The plan was initially to tour in support of the band’s 2019 album SOS, ninth overall and a perfectly solid chunk of Millencolin punk, but that album cycle was well and truly disrupted. “The pandemic began right in the middle of our last album tour, so we had a full spring and summer for us, and then fall with the Good Things Festival in Australia, and then South America. We had almost like a year booked.”

Initially the band went on standby to wait out the situation, but it soon became clear it would be a while before stepping on a stage again. “At first it was just like waiting it out a little bit,” Ohlsson says. “You never know when they’re gonna ease off on the restrictions and stuff. So we didn’t start to record anything new because we thought that the album was still pretty fresh. So we busied ourself with practical stuff and our web shop and stuff like that. But we’d mostly been sitting around and doing projects on the side.”

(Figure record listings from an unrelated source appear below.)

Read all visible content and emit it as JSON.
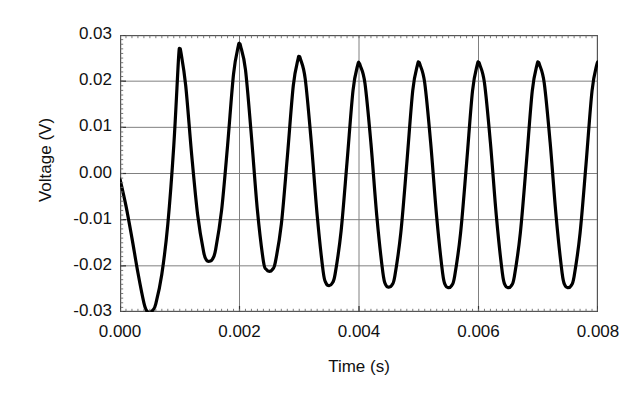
{
  "chart_data": {
    "type": "line",
    "title": "",
    "xlabel": "Time (s)",
    "ylabel": "Voltage (V)",
    "xlim": [
      0.0,
      0.008
    ],
    "ylim": [
      -0.03,
      0.03
    ],
    "xticklabels": [
      "0.000",
      "0.002",
      "0.004",
      "0.006",
      "0.008"
    ],
    "xtickvalues": [
      0.0,
      0.002,
      0.004,
      0.006,
      0.008
    ],
    "yticklabels": [
      "0.03",
      "0.02",
      "0.01",
      "0.00",
      "-0.01",
      "-0.02",
      "-0.03"
    ],
    "ytickvalues": [
      0.03,
      0.02,
      0.01,
      0.0,
      -0.01,
      -0.02,
      -0.03
    ],
    "grid": "horizontal-and-vertical",
    "grid_color": "#808080",
    "frame_color": "#555555",
    "line_color": "#000000",
    "line_width": 3.2,
    "background": "#ffffff",
    "legend": null,
    "series": [
      {
        "name": "Voltage",
        "x": [
          0.0,
          0.0001,
          0.0002,
          0.0003,
          0.0004,
          0.00045,
          0.0005,
          0.00055,
          0.0006,
          0.0007,
          0.0008,
          0.0009,
          0.00098,
          0.001,
          0.00102,
          0.0011,
          0.0012,
          0.0013,
          0.0014,
          0.00145,
          0.0015,
          0.00155,
          0.0016,
          0.0017,
          0.0018,
          0.0019,
          0.00198,
          0.002,
          0.00202,
          0.0021,
          0.0022,
          0.0023,
          0.0024,
          0.00245,
          0.0025,
          0.00255,
          0.0026,
          0.0027,
          0.0028,
          0.0029,
          0.00298,
          0.003,
          0.00302,
          0.0031,
          0.0032,
          0.0033,
          0.0034,
          0.00345,
          0.0035,
          0.00355,
          0.0036,
          0.0037,
          0.0038,
          0.0039,
          0.00398,
          0.004,
          0.00402,
          0.0041,
          0.0042,
          0.0043,
          0.0044,
          0.00445,
          0.0045,
          0.00455,
          0.0046,
          0.0047,
          0.0048,
          0.0049,
          0.00498,
          0.005,
          0.00502,
          0.0051,
          0.0052,
          0.0053,
          0.0054,
          0.00545,
          0.0055,
          0.00555,
          0.0056,
          0.0057,
          0.0058,
          0.0059,
          0.00598,
          0.006,
          0.00602,
          0.0061,
          0.0062,
          0.0063,
          0.0064,
          0.00645,
          0.0065,
          0.00655,
          0.0066,
          0.0067,
          0.0068,
          0.0069,
          0.00698,
          0.007,
          0.00702,
          0.0071,
          0.0072,
          0.0073,
          0.0074,
          0.00745,
          0.0075,
          0.00755,
          0.0076,
          0.0077,
          0.0078,
          0.0079,
          0.00798,
          0.008
        ],
        "y": [
          -0.0012,
          -0.007,
          -0.014,
          -0.0215,
          -0.028,
          -0.0298,
          -0.03,
          -0.0296,
          -0.0282,
          -0.0218,
          -0.011,
          0.006,
          0.025,
          0.0268,
          0.0262,
          0.019,
          0.004,
          -0.009,
          -0.017,
          -0.0188,
          -0.019,
          -0.0185,
          -0.0165,
          -0.008,
          0.006,
          0.0215,
          0.0276,
          0.028,
          0.0275,
          0.0225,
          0.008,
          -0.008,
          -0.019,
          -0.0208,
          -0.0212,
          -0.0208,
          -0.0192,
          -0.011,
          0.0035,
          0.019,
          0.0248,
          0.0252,
          0.0248,
          0.0205,
          0.007,
          -0.009,
          -0.0212,
          -0.0238,
          -0.0243,
          -0.0238,
          -0.0218,
          -0.0125,
          0.0025,
          0.018,
          0.0236,
          0.0238,
          0.0234,
          0.0195,
          0.0065,
          -0.0095,
          -0.0215,
          -0.0242,
          -0.0246,
          -0.0242,
          -0.0222,
          -0.0128,
          0.0022,
          0.018,
          0.0236,
          0.024,
          0.0236,
          0.0196,
          0.0066,
          -0.0094,
          -0.0216,
          -0.0243,
          -0.0247,
          -0.0243,
          -0.0223,
          -0.0129,
          0.0021,
          0.0179,
          0.0236,
          0.024,
          0.0236,
          0.0196,
          0.0066,
          -0.0094,
          -0.0216,
          -0.0243,
          -0.0247,
          -0.0243,
          -0.0223,
          -0.0129,
          0.0021,
          0.0179,
          0.0236,
          0.024,
          0.0236,
          0.0196,
          0.0066,
          -0.0094,
          -0.0216,
          -0.0243,
          -0.0247,
          -0.0243,
          -0.0223,
          -0.0129,
          0.0021,
          0.0179,
          0.0236,
          0.024
        ]
      }
    ]
  },
  "axis": {
    "ylabel_text": "Voltage (V)",
    "xlabel_text": "Time (s)"
  }
}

The return of Millencolin as a live experience happened slowly with an Austrian festival last Northern summer, then a three-night stand of Swedish club shows as soon as the band’s home country lifted restrictions in October. “We did three club shows right that weekend, which was amazing, to be back on a club stage. But now we’ve been playing every weekend and travelling a lot.”

Ohlsson will be bringing his favourite guitars down to Australia: a clutch of Gibson SGs that he’s been hooked on for a while now. “I’ve been using the same SGs for what must be close to 15 years,” he says. “I got one white and one black one where my goal was to have two guitars that feel the same, and they are. I used Strats in the beginning and I tried to find two that sounded and felt the same way and it was impossible. And then I went to Guild right around the time when Fender bought Guild and I got some deal there in the States with them and so I ordered and I got number 0441 and 0442 or something, and they were still different! Like, this was ridiculous! One neck was thicker than the other even though they’re supposed to be identical. They felt completely different as well.”

After getting bitten by the SG bug, Ohlsson found himself with five of the pointy little buggers, among which are the two that he relies on for live shows. “These two are the most similar ones, but they get a lot of beating with all the flights and all the shows and all the sweat and everything, so they need to be maintained.”

Amp-wise, Millencolin tried Kemper profilers for a little while, but they just didn’t provide the visceral thump the band needed. “The thing is our sound guy, he just wants a solid signal to the front house which he can rely on and not be dependent on the mic positions and different rental gear and stuff. So we tried Kempers on some festivals with quick changeovers, and they’ve been messing with the sound. Something with the feedback and the digital stuff is just messing with our heads.”

So they were jettisoned from the rig in favour of the same Mesa Triple Rectifier that the band has been using since the early 2000s. “We got sponsored by Mesa in the states back in early 2000 and we use both Dual and Triple – I think the first one I had one in the states might have been a Dual, and a Triple in Europe, I’m not sure, but we still use the same ones, just tonnes of tubes later! Digital stuff, we tried it in the studio and it sounded awesome but it’s a completely different thing live.”

Catch Millencolin dominate Good Things this year! You can follow Good Things Festival on FacebookInstagramTwitter, and at their website here.